━━━ INPUT DATA ━━━
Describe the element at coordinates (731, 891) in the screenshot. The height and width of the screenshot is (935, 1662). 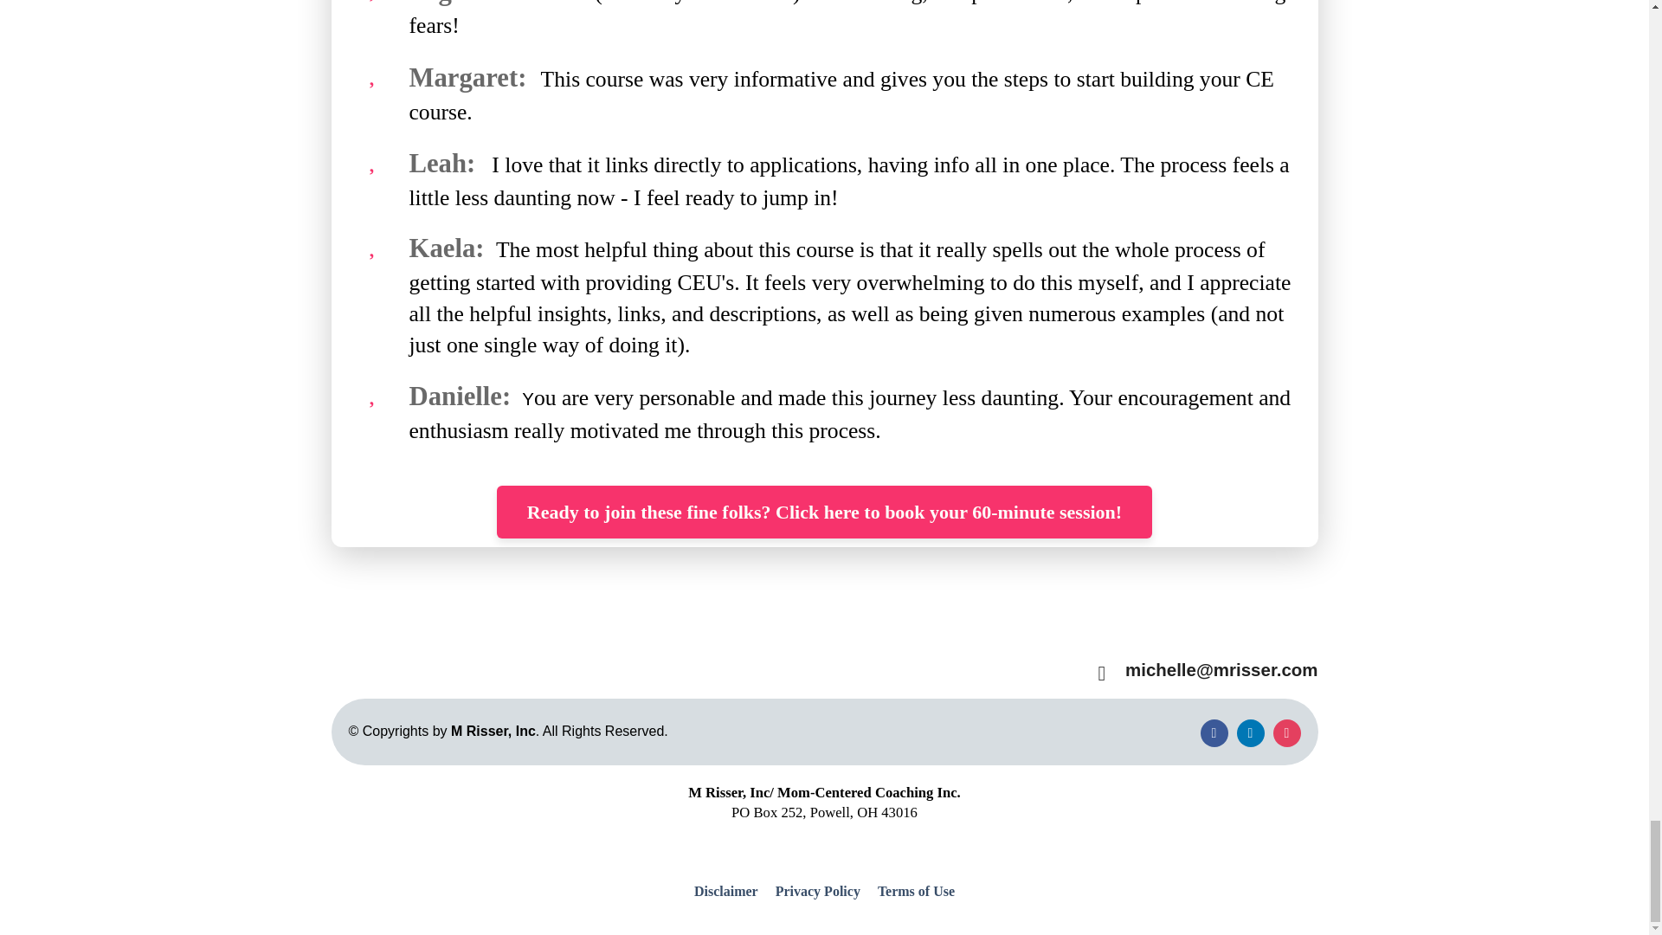
I see `Disclaimer` at that location.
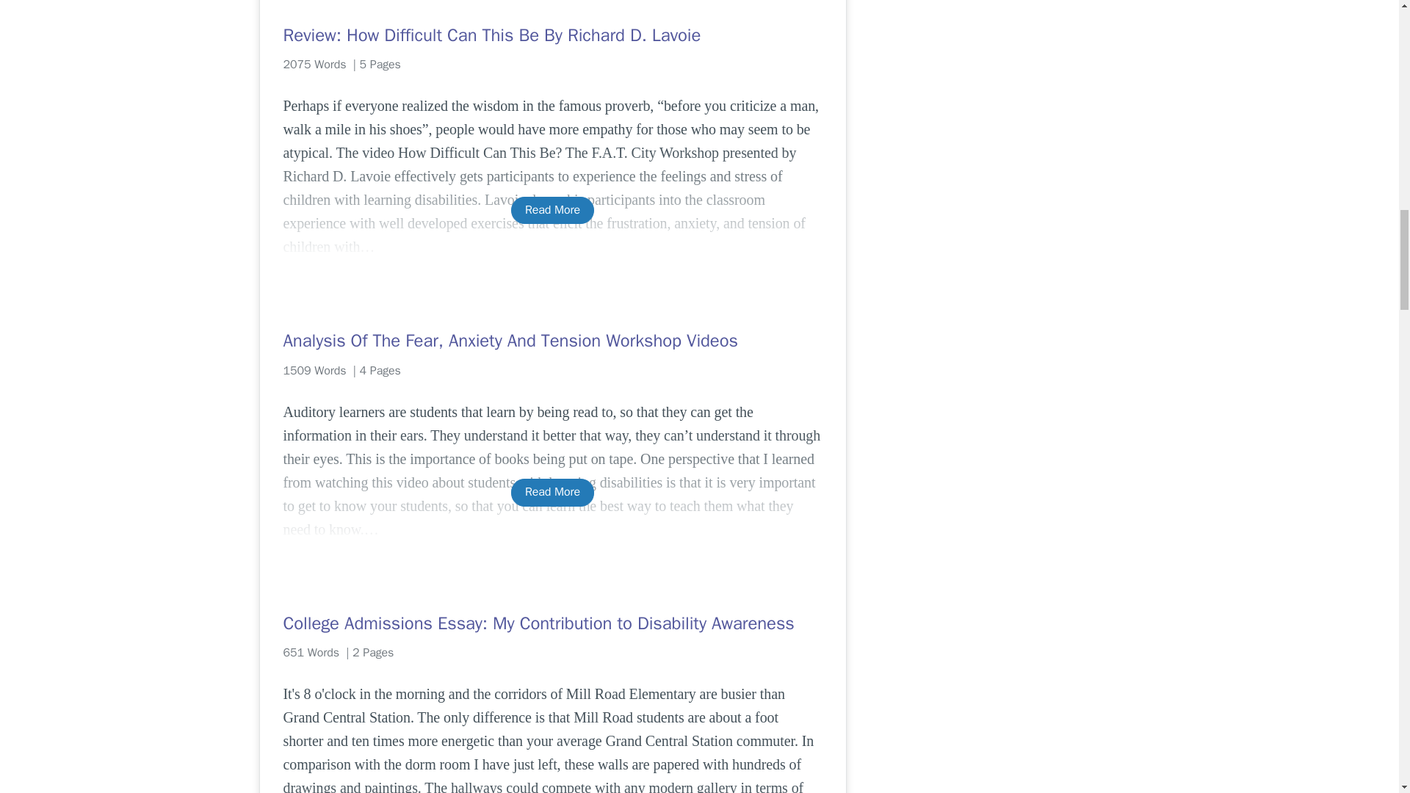 The height and width of the screenshot is (793, 1410). What do you see at coordinates (552, 341) in the screenshot?
I see `Analysis Of The Fear, Anxiety And Tension Workshop Videos` at bounding box center [552, 341].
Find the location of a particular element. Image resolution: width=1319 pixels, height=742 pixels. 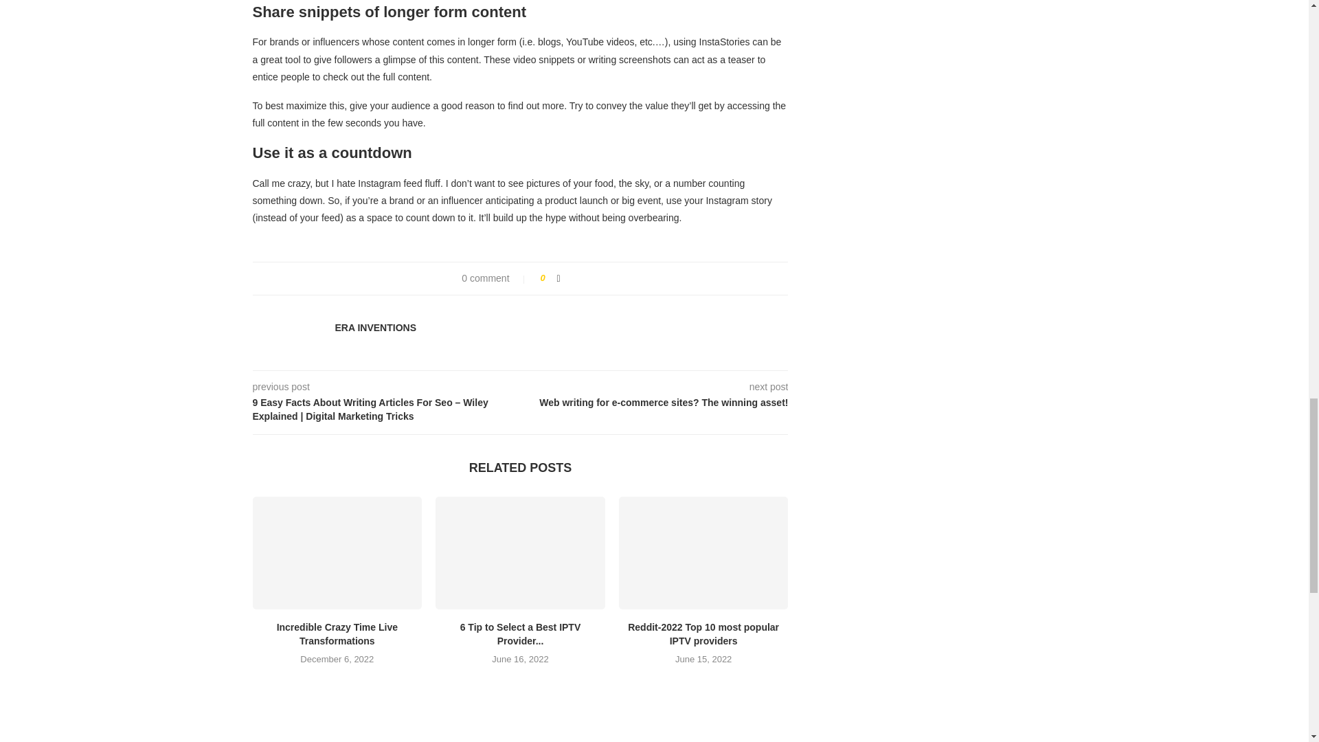

ERA INVENTIONS is located at coordinates (375, 328).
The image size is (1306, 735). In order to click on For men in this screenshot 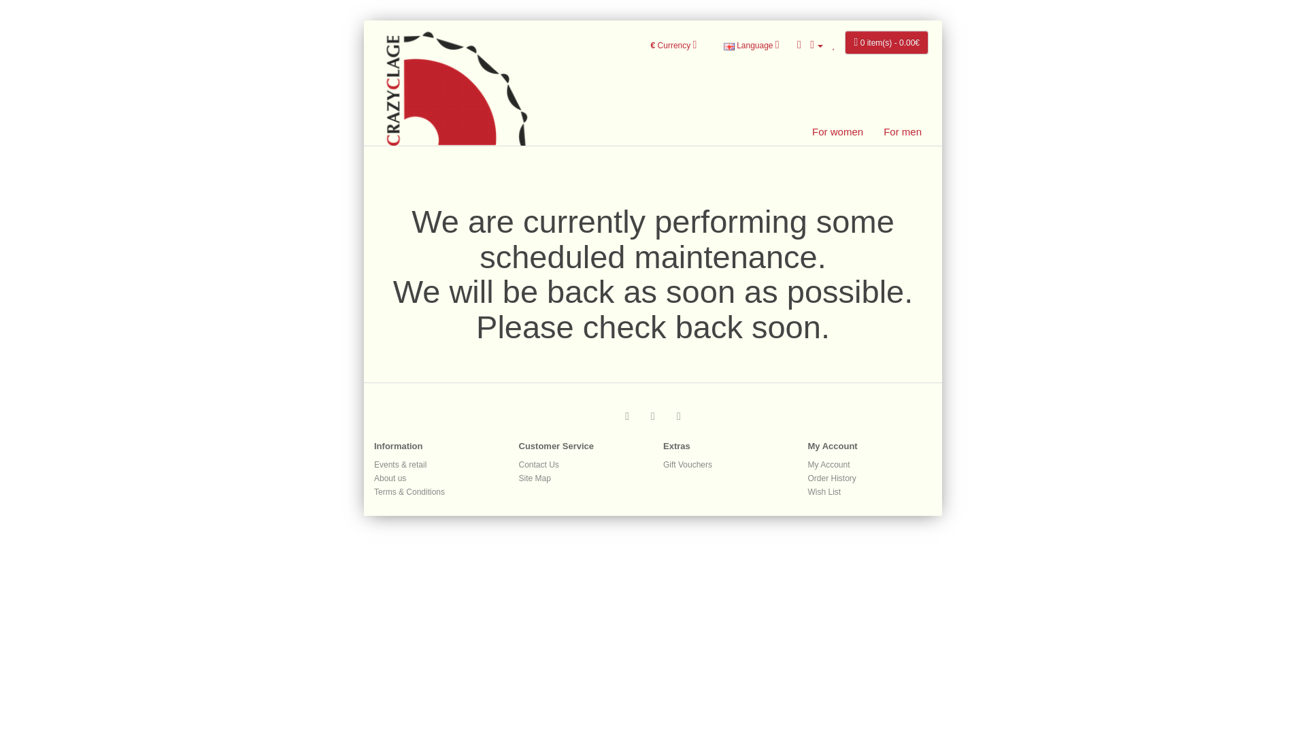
━━━
## REQUIRED WORK:
Transcribe all of the lines above exactly as given. The pictures stay out.

## RESULT OF THE EXERCISE:
Describe the element at coordinates (731, 891) in the screenshot. The height and width of the screenshot is (935, 1662). 
I see `Disclaimer` at that location.
 The height and width of the screenshot is (793, 1410). What do you see at coordinates (552, 341) in the screenshot?
I see `Analysis Of The Fear, Anxiety And Tension Workshop Videos` at bounding box center [552, 341].
Find the location of a particular element. Image resolution: width=1319 pixels, height=742 pixels. 

ERA INVENTIONS is located at coordinates (375, 328).
The image size is (1306, 735). In order to click on For men in this screenshot 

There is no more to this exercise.